Beyond the fact that he was born in the vicinity of Smithfield in central London, the son of a Welsh Catholic clothworker, and christened at the church of St Bartholomew the Less, little is known about Jones' early years. But towards the end of the 16th century, he became one of the first Englishmen to study architecture in Italy, making two visits to that country.

Jones' best known buildings are the Queen's House at Greenwich, London (started in 1616, his earliest surviving work - pictured right) and the Banqueting House at Whitehall (1619 -- see below) -- part of a major modernisation by him of the Palace of Whitehall -- which also has a ceiling painted by Peter Paul Rubens. The Banqueting House was one of several projects where Jones worked with his personal assistant and son-in-law John Webb.

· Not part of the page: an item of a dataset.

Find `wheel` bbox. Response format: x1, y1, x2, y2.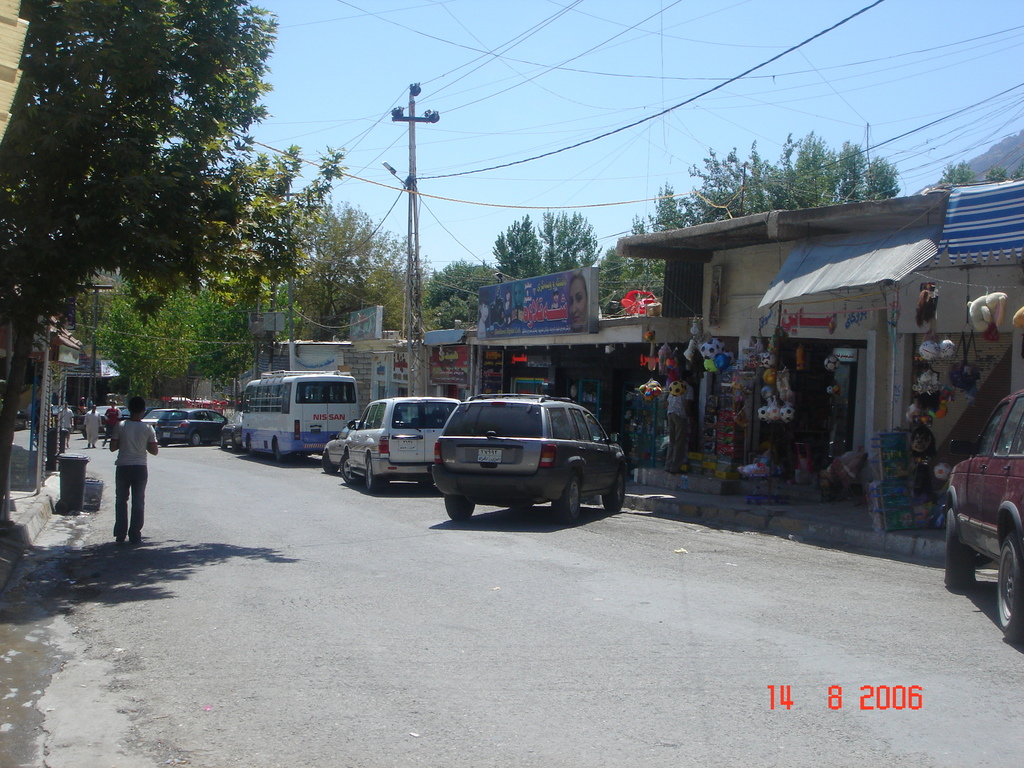
189, 431, 198, 444.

Portrait by Sir Anthony van Dyck

The other project in which Jones was involved was the design of Covent Garden. He was commissioned by the Earl of Bedford to build a residential square along the lines of an Italian piazza. The Earl felt obliged to provide a church and he warned Jones that he wanted to economise. He told him to simply erect a "barn" and Jones' oft-quoted response was that his lordship would have "the finest barn in Europe". Little remains of the original church situated to the west of the piazza.

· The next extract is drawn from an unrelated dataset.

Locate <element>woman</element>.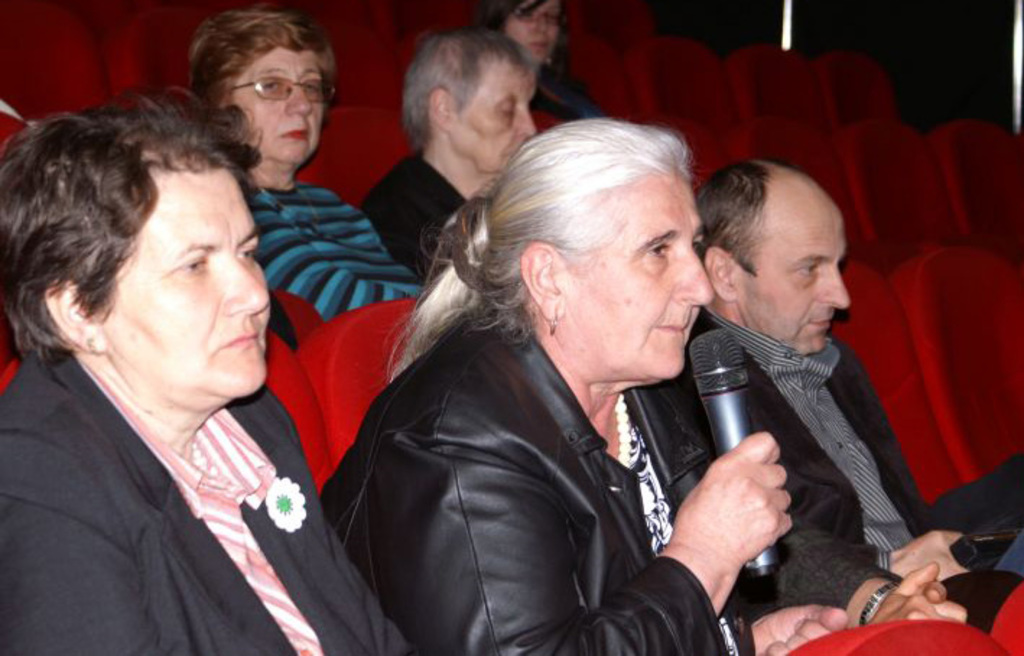
Bounding box: box(324, 88, 812, 655).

As the Surveyor to King Charles I, Jones worked for Queen Henrietta Maria on the design of a Roman Catholic chapel at Somerset House (an act that provoked great suspicion from the Protestants) and his career effectively ended with the outbreak of the English Civil War in 1642 and the seizure of the King's houses in 1643. His property was later returned to him (c.1646) but Jones ended his days living in Somerset House and was subsequently buried in the Church of St Benet Paul's Wharf, in London. John Denham and then Christopher Wren followed him as King's Surveyor.

Soane and Jones
Sir John Soane (1753 – 1837) referred warmly to Inigo Jones's architecture in his lectures as Professor of Architecture at the Royal Academy, remarking on Jones’s ‘superior knowledge in architecture’. His connection with Jones began as a nineteen year old student, when Soane used the opportunity given by scaffolding on the Banqueting House for its repair in 1773 to measure the facade and produce a drawing which won for him the Royal Academy Silver medal (which still hangs in the Breakfast Room of No.12 in the Museum). He could not have dreamt then, that he would be the architect chosen for its restoration over half a century later in 1829-33. The project involved restoring and largely re-facing the façade - and acquiring for his Museum, during the process, one of the original, much decayed pilaster capitals. Also on display in the Museum’s Model Gallery is a 3D analysis of the original Jones’s roof of the Banqueting House – probably commissioned by Soane, like many of his architectural models, for a combination of professional and instructional uses. The original roof was also replaced by Soane. The Museum also owns the original notebook belonging to Nicholas Stone – the sculptor and master craftsman who worked alongside Jones on the Banqueting House and other major commissions – a rare and revealing document for all Inigo Jones scholars.

To read more on Inigo Jones, here are three recent books…

Inigo Jones
JohnSummerson

Inigo
Michael Leapman

Inigo Jones
Giles Worsley


Please go to Amazon.com if you wish to order.